Abstract

The United Kingdom’s 23 June 2016 vote to leave the European Union represents an immense challenge for the Irish peace process. The implicit assumption of continuing British and Irish participation in Europe was woven into the terms of the Belfast Agreement of 1998, which brought an end to three decades of intercommunal violence known as the Troubles. This assumption underpinned guarantees to cross-border participation and equal treatment of the nationalist minority in Northern Ireland, regardless of the minority’s preference for British or Irish citizenship. Even before the referendum on EU membership, the political institutions established by the Belfast Agreement had proven tenuous. Now, the Brexit decision casts further doubt on the settlement’s future.

Abstract

Abstract:

The United Kingdom’s 23 June 2016 vote to leave the European Union represents an immense challenge for the Irish peace process. The implicit assumption of continuing British and Irish participation in Europe was woven into the terms of the Belfast Agreement of 1998, which brought an end to three decades of intercommunal violence known as the Troubles.
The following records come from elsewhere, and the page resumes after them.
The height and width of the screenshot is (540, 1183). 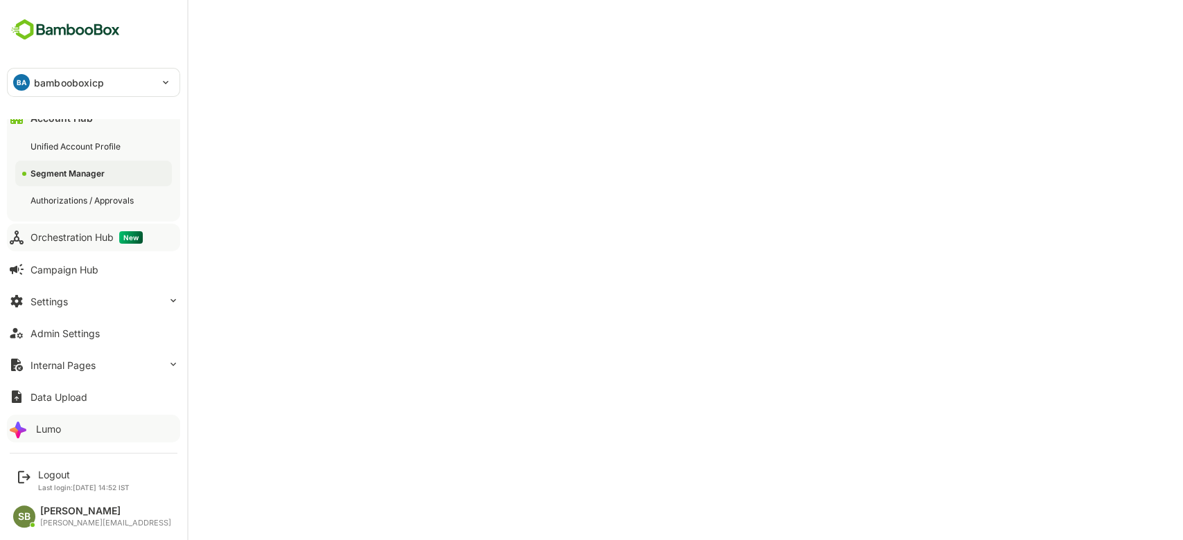 I want to click on div: SB, so click(x=24, y=517). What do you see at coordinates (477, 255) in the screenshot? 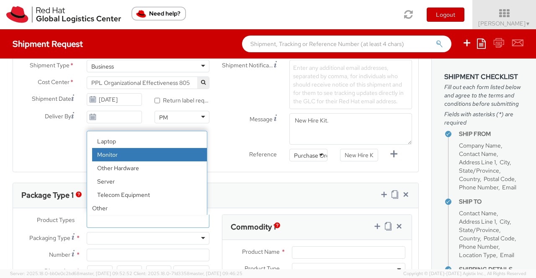
I see `span: Location Type` at bounding box center [477, 255].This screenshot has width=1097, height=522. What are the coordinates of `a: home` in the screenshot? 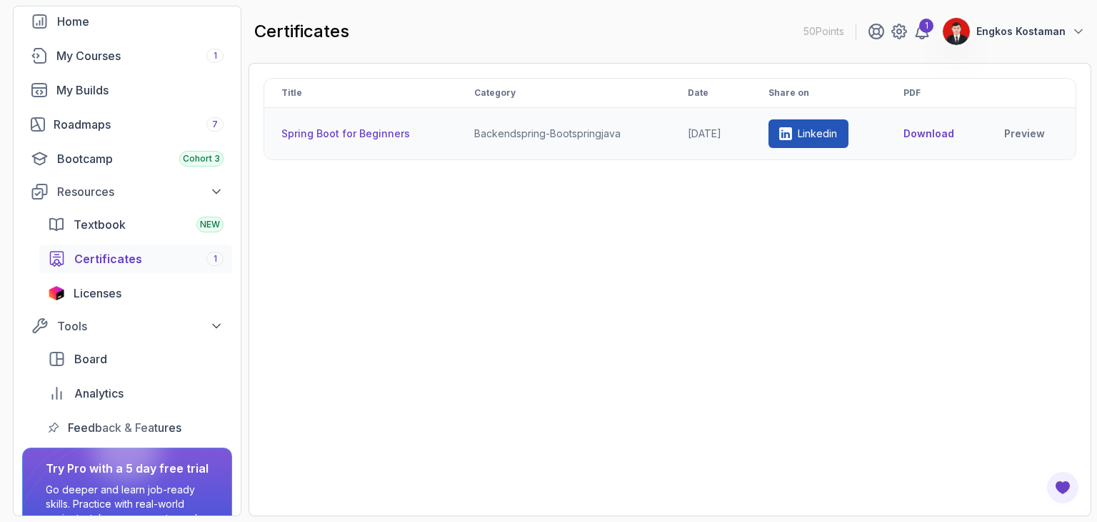 It's located at (127, 21).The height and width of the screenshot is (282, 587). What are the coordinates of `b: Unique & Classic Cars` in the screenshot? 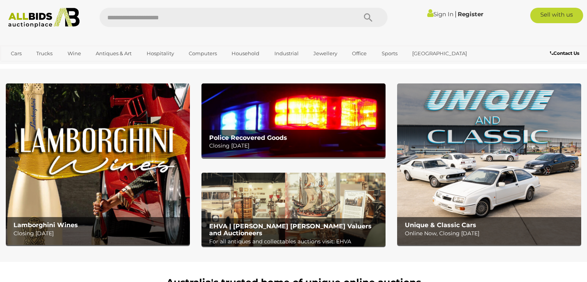 It's located at (440, 225).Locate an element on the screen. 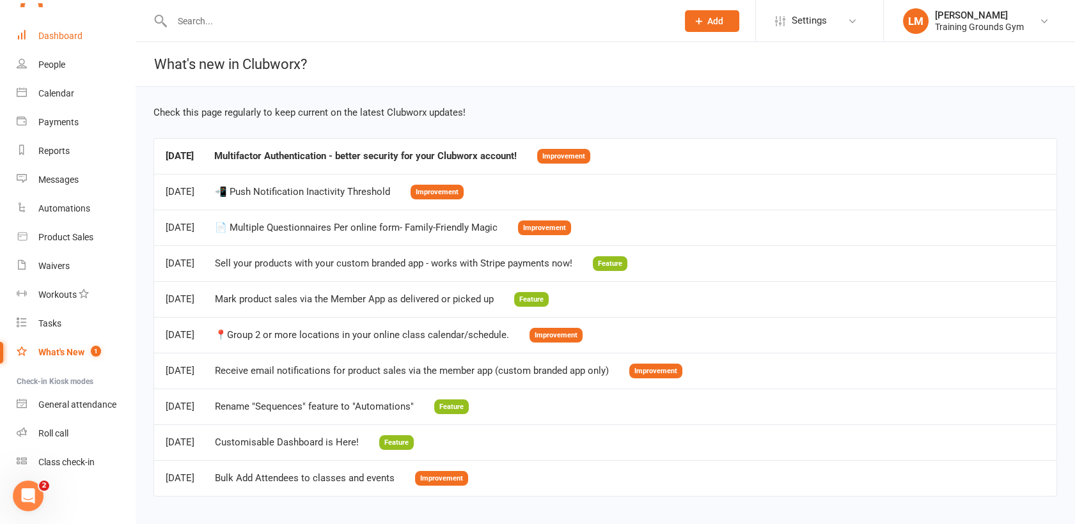 The image size is (1075, 524). div: Receive email notifications for product sales via the member app (custom branded app only) is located at coordinates (412, 371).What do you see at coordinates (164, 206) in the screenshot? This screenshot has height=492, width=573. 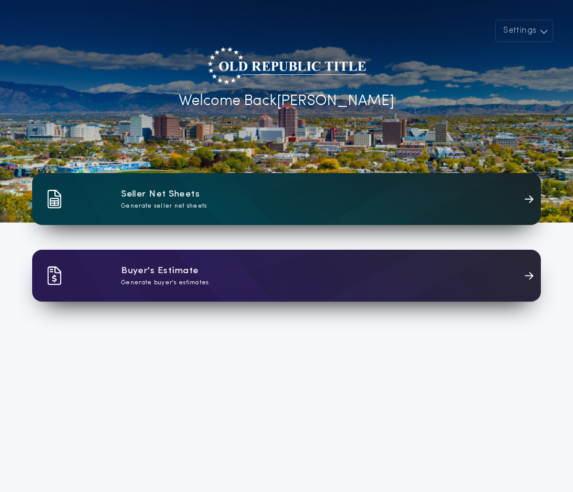 I see `p: Generate seller net sheets` at bounding box center [164, 206].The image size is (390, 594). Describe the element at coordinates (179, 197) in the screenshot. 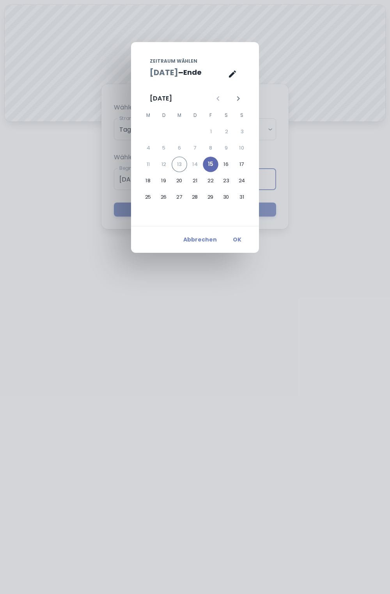

I see `button: 27` at that location.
This assumption underpinned guarantees to cross-border participation and equal treatment of the nationalist minority in Northern Ireland, regardless of the minority’s preference for British or Irish citizenship. Even before the referendum on EU membership, the political institutions established by the Belfast Agreement had proven tenuous. Now, the Brexit decision casts further doubt on the settlement’s future.